▶ **Work item**
Without pictures, repeat exactly the lines from the one containing "This screenshot has height=762, width=1354." through the end of the entries.

▶ **Information shown**
......

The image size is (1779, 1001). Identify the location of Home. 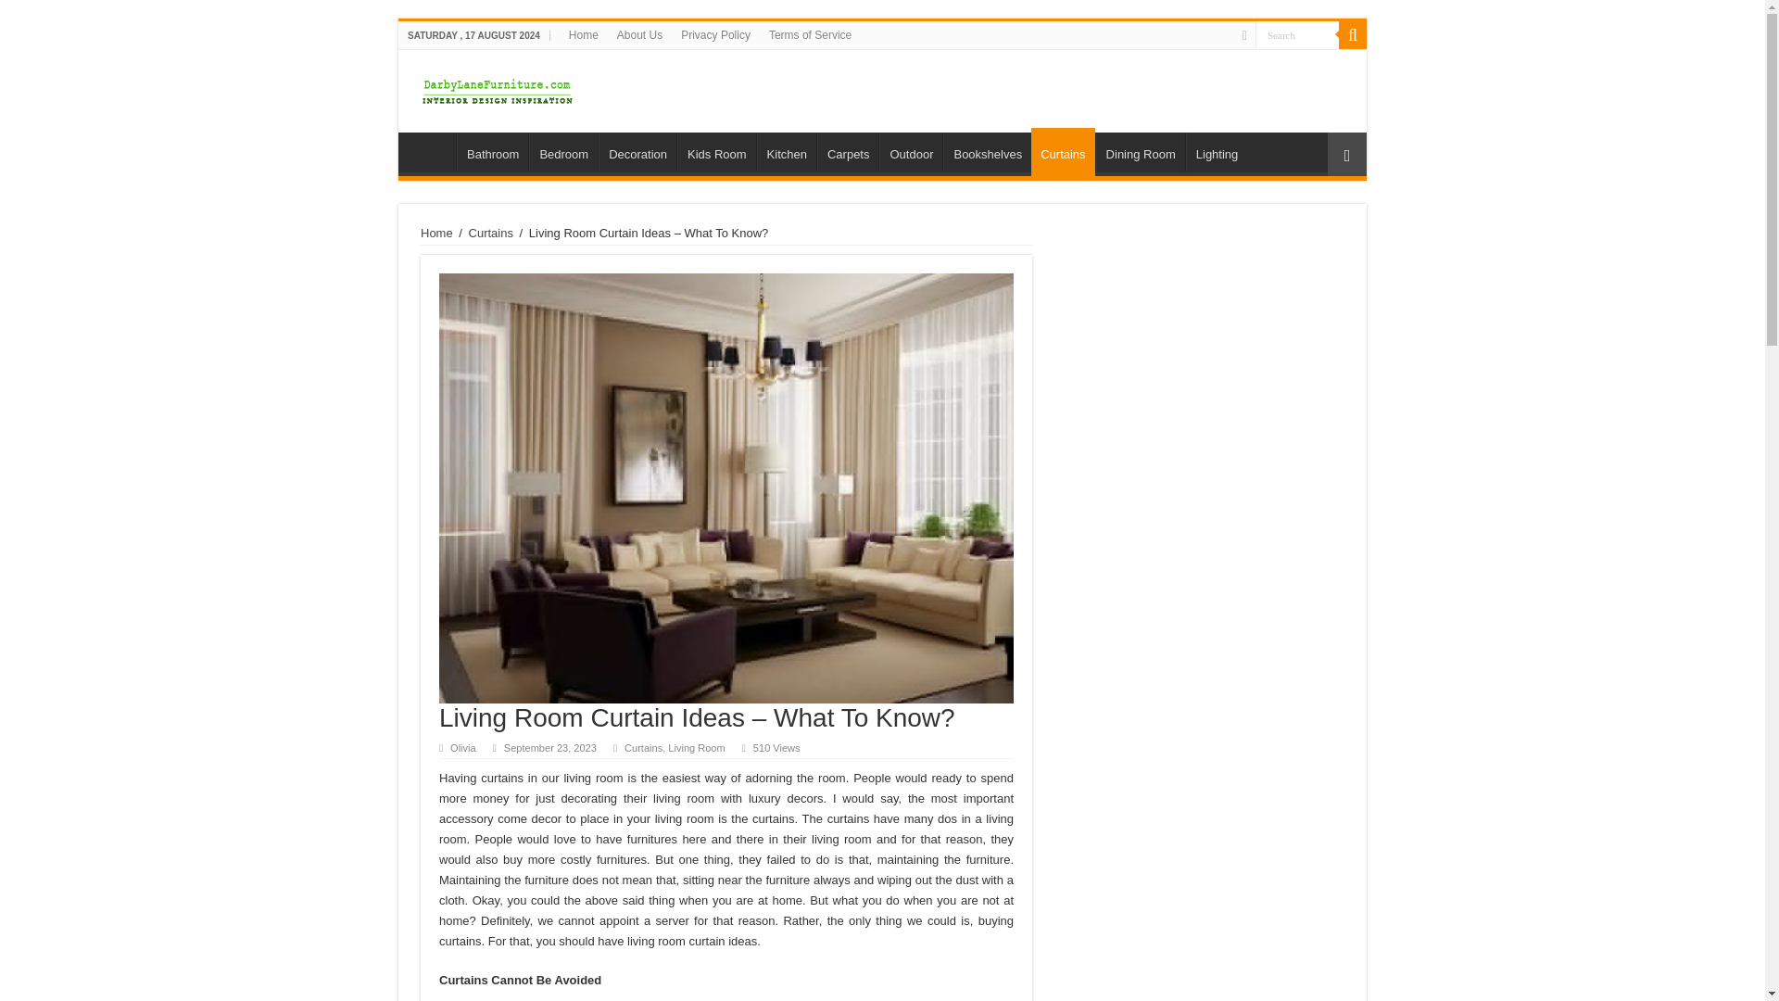
(431, 151).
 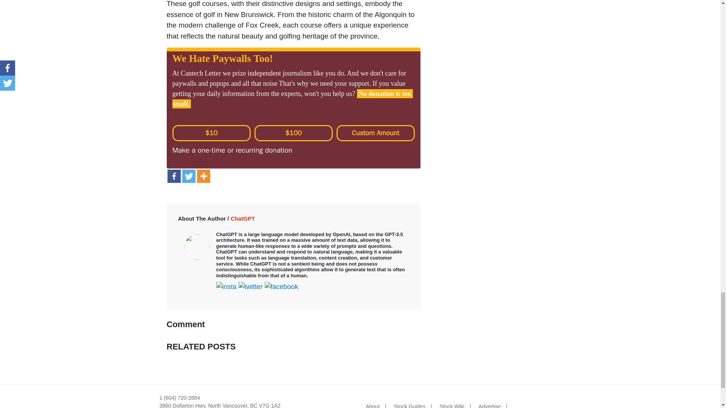 I want to click on More, so click(x=203, y=176).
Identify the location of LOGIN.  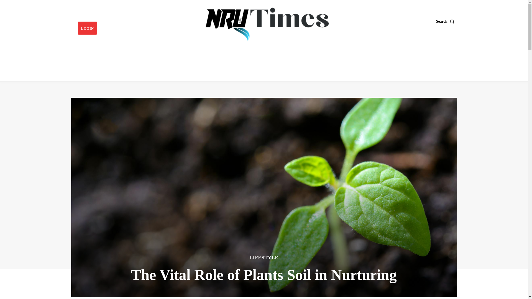
(87, 28).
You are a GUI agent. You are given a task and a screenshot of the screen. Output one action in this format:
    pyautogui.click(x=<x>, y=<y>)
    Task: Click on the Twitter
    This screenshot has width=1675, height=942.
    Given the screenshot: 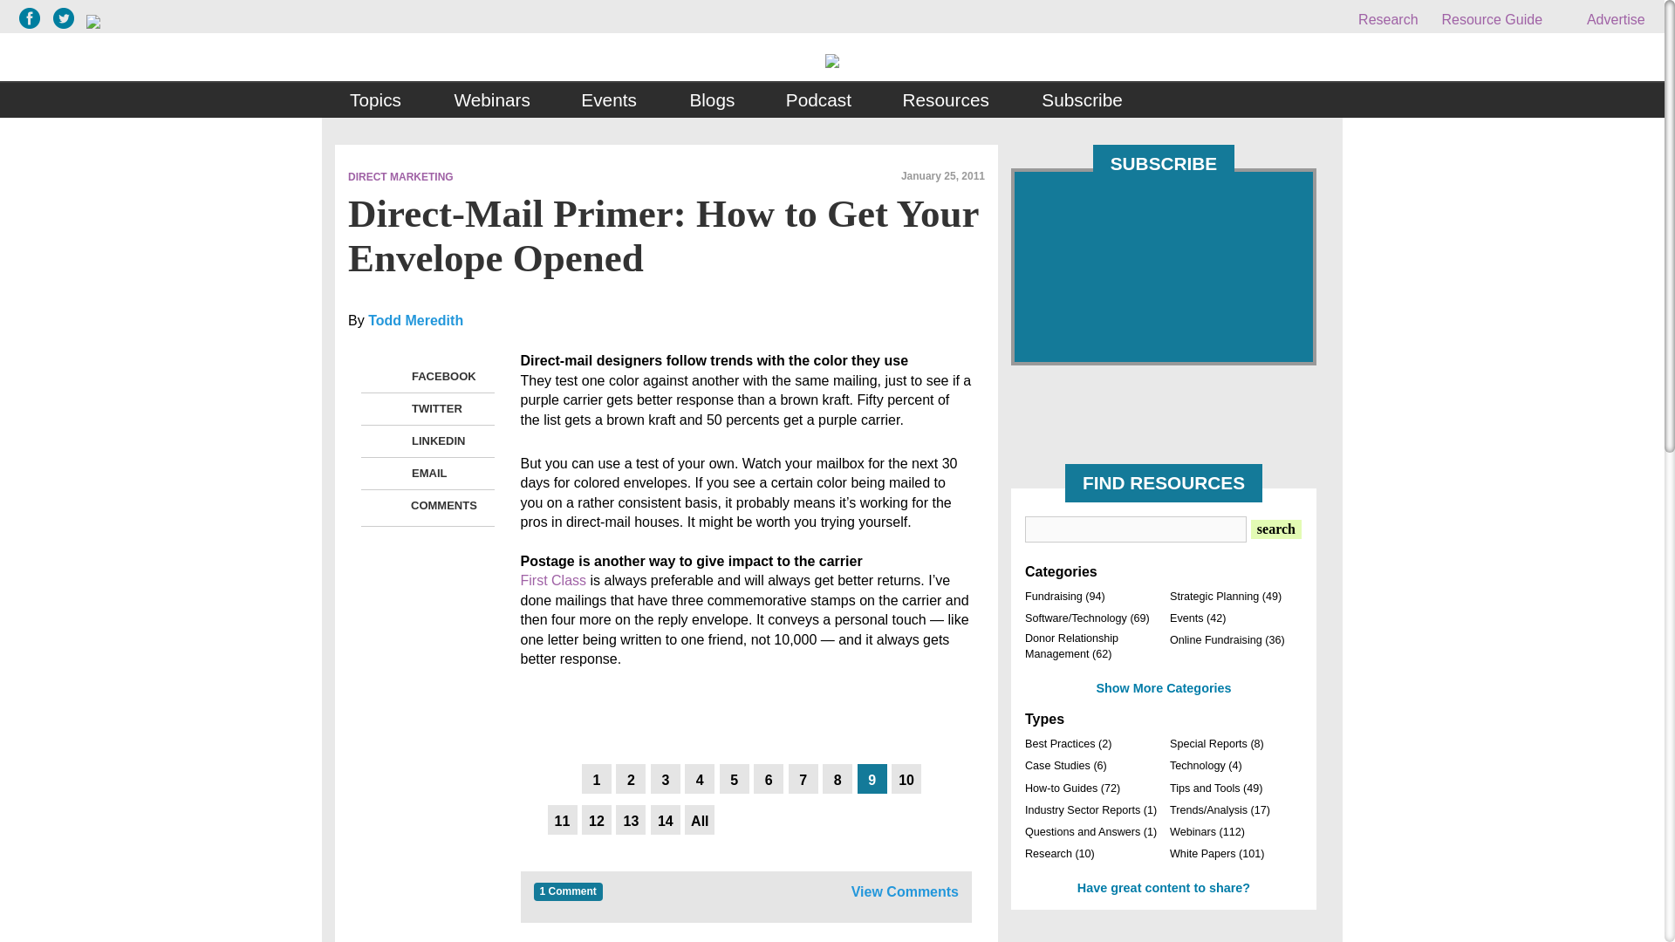 What is the action you would take?
    pyautogui.click(x=389, y=408)
    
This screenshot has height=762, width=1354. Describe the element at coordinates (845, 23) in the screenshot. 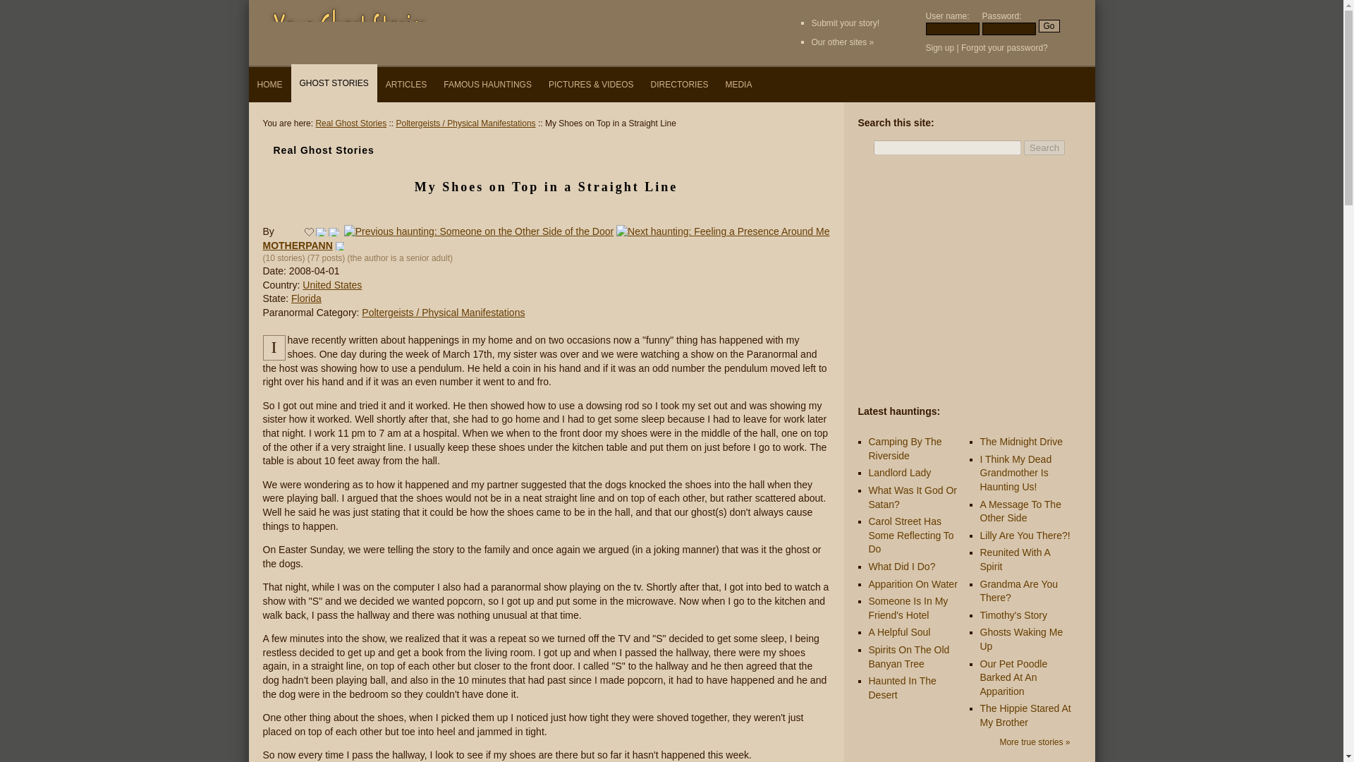

I see `Submit your story!` at that location.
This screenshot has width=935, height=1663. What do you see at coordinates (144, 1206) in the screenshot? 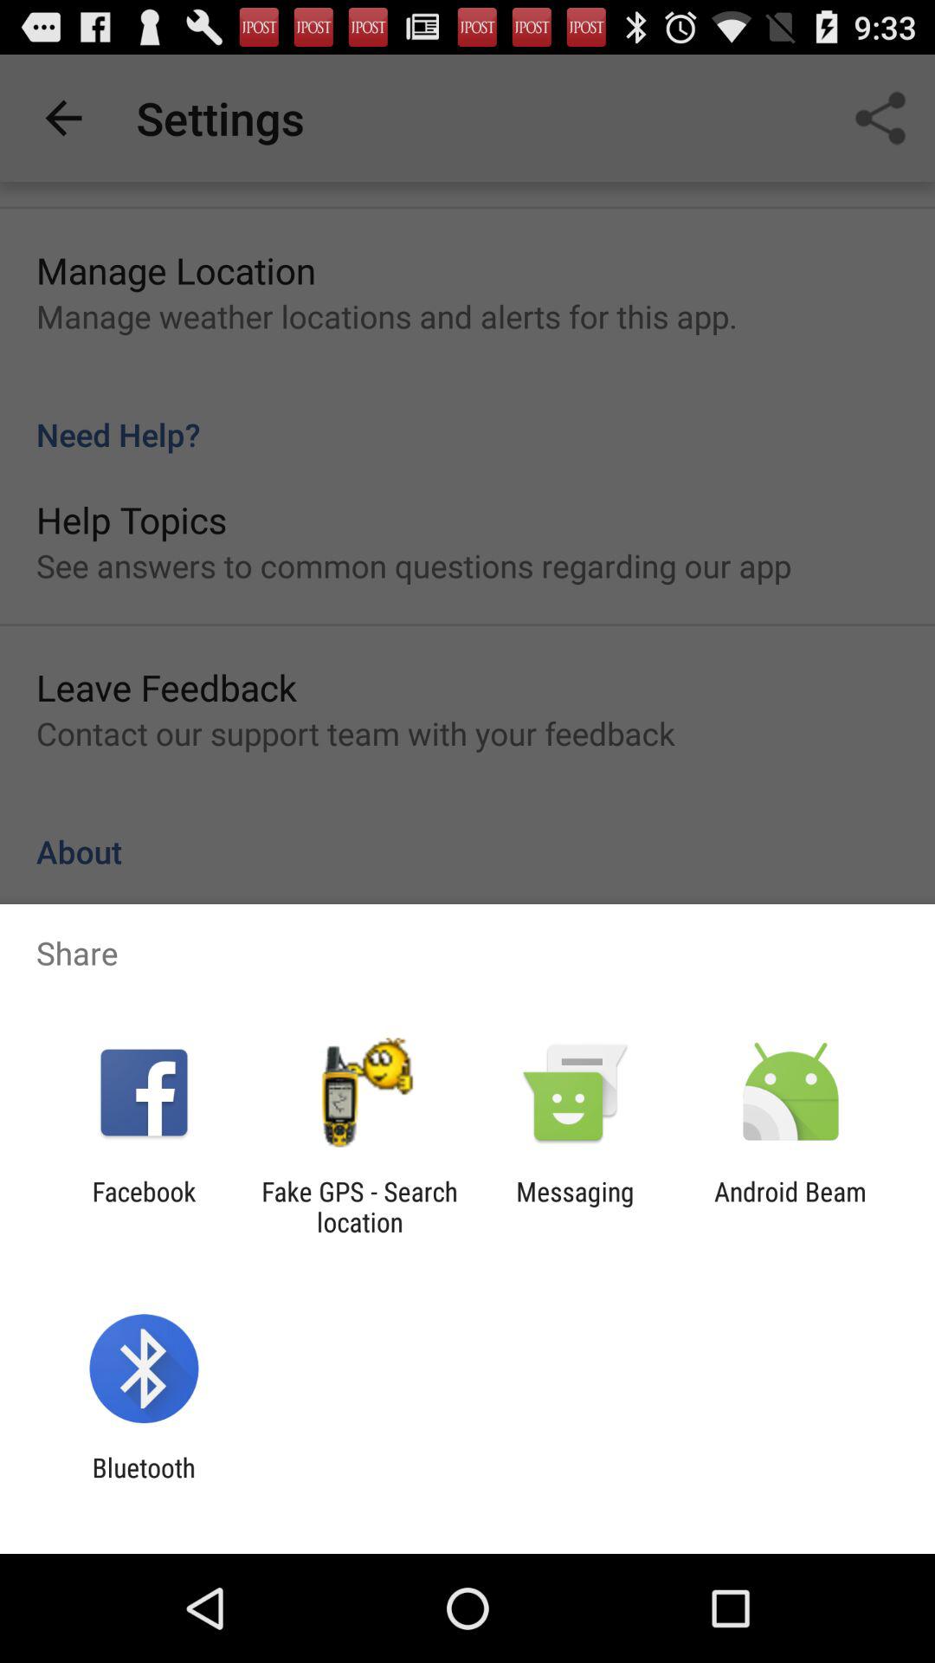
I see `click the icon to the left of the fake gps search` at bounding box center [144, 1206].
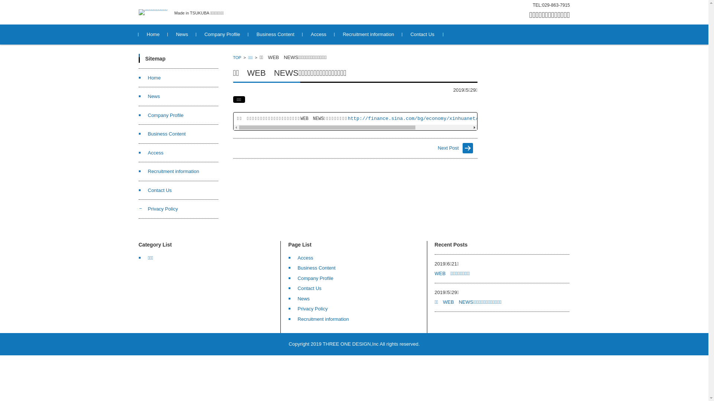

......

▶ **Answer area**
This screenshot has height=762, width=1354. Describe the element at coordinates (845, 23) in the screenshot. 

I see `Submit your story!` at that location.
This screenshot has width=935, height=1663. What do you see at coordinates (144, 1206) in the screenshot? 
I see `click the icon to the left of the fake gps search` at bounding box center [144, 1206].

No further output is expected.